Over the course of the INTEGRATE project, we have performed work on a range of national asylum and integration policies. We have published several peer-reviewed papers in leading peer-reviewed journals and obtained results on a range of asylum and integration policies in Europe.
In a first paper published in PNAS, we show that recently arrived refugees in Switzerland were more likely to be employed if they lived close to a larger group of people who share their nationality, ethnicity or language. The publication was covered by several news outlets in Switzerland, the US and in Sweden as well as cited in a World Bank report (Schuettler, Kirsten; Caron, Laura. 2020. Jobs Interventions for Refugees and Internally Displaced Persons. Jobs Working Paper; No. 47. World Bank, Washington, DC).
Also in Switzerland, we studied welfare benefit payments and tested whether high welfare benefit municipalities serve as “welfare magnets”. We find very limited evidence that this is the case. The findings were published in the American Journal of Political Science and were presented at academic conferences, in a podcast, and via a press release.
We have further looked into the effects of labour market restrictions and find that restricting refugees' employment opportunities reduces their labor market integration and earnings in the long run. The findings were covered in Swiss news outlets and will be shared further once the paper, which is currently under review, is published.
In France, we have studied the effects of integration contracts and find the integration contract facilitated employment in the short term without backlash but did not translate into long-lasting integration gains. The paper is forthcoming in the American Journal of Political Science. The publication will be accompanied by various dissemination efforts, incl. a press release, and are shared with the Office Français de Protection des Réfugiés et Apatrides (OFPRA), the French government office responsible for processing asylum applications.
In Germany, we have examined the impact of two publicly funded language programs in response to the large increase in the number of asylum seekers in 2015: a rapidly developed, ad hoc program that offered basic language training to over 230,000 newly arrived refugees and a smaller, preexisting program that offered refugees comprehensive language training. We find that the more comprehensive, preexisting program increased refugee employment but document no discernable benefits for the ad hoc program. This paper is currently under review.
In another project conducted in Germany, prompted by the crisis in Ukraine, we have investigated whether private hosting of Ukrainian refugees improved their integration outcomes. We find that private accommodation, in comparison to public asylum centers, improves refugees’ social, psychological and navigational integration outcomes. As soon as the two papers are published, we will disseminate the findings to policy makers in Germany and Europe as well as to media outlets internationally.
To understand how public sentiment about asylum seekers has changed through Europe’s two major recent waves of refugee migration, we have conducted a large-scale public opinion survey among approximately 15,000 vote-eligible citizens in 15 European countries. Our findings suggest that European support for asylum seekers remained remarkably stable across the Syrian (2015–16) and Ukrainian (2022) refugee protection crises. The paper was published in Nature and was picked up by several international news outlets.
Finally, we have been running a large-scale randomized control trial to evaluate the benefits of data-driven, algorithmic geographic placement to optimize employment outcomes. We have presented the results at various occasions, engaging stakeholders such as the State Secretariate for Migration in Switzerland and the World Bank. Additionally, the Dutch asylum administration (COA) has sought our expertise, requesting a series of backtests in order to gauge the potential of algorithmic matching within the Dutch context.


Problem details
Copy every line from the one containing "What do you see at coordinates (220, 314)" through the last line of the records below, both included, and nothing else.

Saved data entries
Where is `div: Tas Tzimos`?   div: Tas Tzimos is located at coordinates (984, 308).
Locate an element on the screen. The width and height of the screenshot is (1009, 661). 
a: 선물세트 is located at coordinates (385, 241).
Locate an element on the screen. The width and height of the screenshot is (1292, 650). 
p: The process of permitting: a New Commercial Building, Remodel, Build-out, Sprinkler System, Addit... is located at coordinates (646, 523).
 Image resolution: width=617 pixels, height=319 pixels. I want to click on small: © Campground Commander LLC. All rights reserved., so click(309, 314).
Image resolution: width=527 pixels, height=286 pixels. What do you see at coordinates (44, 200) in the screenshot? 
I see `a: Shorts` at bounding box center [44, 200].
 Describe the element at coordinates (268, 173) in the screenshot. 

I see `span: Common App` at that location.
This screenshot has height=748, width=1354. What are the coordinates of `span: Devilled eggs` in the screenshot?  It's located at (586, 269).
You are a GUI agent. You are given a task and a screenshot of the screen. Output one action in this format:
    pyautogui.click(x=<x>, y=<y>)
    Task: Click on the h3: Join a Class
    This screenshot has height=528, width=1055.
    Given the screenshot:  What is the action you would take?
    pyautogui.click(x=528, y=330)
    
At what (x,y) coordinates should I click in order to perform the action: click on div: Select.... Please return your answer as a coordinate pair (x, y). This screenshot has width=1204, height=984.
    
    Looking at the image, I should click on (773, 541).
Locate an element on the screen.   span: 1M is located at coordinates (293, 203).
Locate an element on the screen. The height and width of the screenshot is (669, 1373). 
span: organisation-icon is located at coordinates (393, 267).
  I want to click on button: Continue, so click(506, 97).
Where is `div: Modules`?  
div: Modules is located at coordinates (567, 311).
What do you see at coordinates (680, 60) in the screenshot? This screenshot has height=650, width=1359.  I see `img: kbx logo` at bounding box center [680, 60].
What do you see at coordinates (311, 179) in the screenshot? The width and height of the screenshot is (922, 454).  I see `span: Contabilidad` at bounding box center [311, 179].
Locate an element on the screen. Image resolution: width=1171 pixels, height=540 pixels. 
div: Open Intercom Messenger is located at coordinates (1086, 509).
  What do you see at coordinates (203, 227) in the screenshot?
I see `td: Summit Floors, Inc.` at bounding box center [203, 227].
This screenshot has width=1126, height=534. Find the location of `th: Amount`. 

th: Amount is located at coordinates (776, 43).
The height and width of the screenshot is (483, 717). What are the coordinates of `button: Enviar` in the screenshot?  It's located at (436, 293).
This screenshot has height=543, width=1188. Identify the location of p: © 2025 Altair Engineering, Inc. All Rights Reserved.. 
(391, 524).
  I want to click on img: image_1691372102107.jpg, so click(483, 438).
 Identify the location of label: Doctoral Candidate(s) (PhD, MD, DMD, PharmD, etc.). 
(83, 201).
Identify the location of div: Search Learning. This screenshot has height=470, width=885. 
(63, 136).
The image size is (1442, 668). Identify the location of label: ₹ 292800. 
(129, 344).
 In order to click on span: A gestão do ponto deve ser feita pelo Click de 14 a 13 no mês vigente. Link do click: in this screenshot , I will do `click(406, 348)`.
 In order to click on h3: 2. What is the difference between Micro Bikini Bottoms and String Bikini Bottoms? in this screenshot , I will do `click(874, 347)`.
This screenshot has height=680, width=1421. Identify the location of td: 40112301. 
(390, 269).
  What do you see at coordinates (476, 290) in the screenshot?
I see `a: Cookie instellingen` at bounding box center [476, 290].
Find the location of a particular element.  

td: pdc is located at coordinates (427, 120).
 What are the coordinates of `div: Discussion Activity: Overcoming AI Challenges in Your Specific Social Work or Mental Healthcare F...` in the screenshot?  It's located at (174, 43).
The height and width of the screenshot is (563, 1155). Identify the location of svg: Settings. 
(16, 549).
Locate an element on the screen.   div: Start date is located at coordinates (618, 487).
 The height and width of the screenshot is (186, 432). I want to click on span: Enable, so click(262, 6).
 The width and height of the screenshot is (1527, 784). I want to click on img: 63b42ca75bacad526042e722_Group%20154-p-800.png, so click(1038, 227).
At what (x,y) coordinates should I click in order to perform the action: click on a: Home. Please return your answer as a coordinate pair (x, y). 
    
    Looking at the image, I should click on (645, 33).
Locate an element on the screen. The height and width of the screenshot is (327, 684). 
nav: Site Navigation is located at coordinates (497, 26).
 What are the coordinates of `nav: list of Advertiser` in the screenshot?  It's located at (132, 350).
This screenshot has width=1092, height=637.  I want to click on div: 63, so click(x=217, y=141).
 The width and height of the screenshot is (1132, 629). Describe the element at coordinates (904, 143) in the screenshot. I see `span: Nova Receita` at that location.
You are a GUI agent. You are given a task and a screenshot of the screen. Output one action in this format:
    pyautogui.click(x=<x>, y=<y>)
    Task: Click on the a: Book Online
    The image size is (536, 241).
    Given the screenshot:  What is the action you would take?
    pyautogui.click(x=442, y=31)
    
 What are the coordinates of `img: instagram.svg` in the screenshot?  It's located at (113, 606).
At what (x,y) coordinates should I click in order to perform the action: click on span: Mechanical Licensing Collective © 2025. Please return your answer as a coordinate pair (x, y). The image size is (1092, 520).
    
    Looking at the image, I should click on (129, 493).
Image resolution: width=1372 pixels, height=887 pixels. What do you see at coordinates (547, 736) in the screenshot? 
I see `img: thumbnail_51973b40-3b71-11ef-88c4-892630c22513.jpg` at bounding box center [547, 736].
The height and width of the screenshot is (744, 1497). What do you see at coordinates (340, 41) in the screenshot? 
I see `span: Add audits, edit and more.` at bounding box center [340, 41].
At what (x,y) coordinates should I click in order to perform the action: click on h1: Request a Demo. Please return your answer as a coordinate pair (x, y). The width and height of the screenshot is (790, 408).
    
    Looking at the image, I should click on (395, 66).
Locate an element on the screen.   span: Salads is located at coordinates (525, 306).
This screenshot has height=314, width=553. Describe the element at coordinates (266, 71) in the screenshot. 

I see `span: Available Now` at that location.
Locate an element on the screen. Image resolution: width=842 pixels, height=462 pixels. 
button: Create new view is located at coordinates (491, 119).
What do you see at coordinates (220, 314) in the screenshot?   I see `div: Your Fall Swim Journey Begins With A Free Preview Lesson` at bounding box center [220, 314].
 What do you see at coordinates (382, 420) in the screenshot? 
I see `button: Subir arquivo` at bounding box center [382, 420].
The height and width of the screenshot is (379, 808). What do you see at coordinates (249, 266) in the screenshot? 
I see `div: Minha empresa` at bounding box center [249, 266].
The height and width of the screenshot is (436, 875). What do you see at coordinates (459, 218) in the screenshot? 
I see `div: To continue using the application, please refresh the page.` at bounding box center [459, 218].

Answer for this exercise
What do you see at coordinates (220, 314) in the screenshot?   I see `div: Your Fall Swim Journey Begins With A Free Preview Lesson` at bounding box center [220, 314].
 What do you see at coordinates (382, 420) in the screenshot? 
I see `button: Subir arquivo` at bounding box center [382, 420].
The height and width of the screenshot is (379, 808). What do you see at coordinates (249, 266) in the screenshot? 
I see `div: Minha empresa` at bounding box center [249, 266].
The height and width of the screenshot is (436, 875). What do you see at coordinates (459, 218) in the screenshot? 
I see `div: To continue using the application, please refresh the page.` at bounding box center [459, 218].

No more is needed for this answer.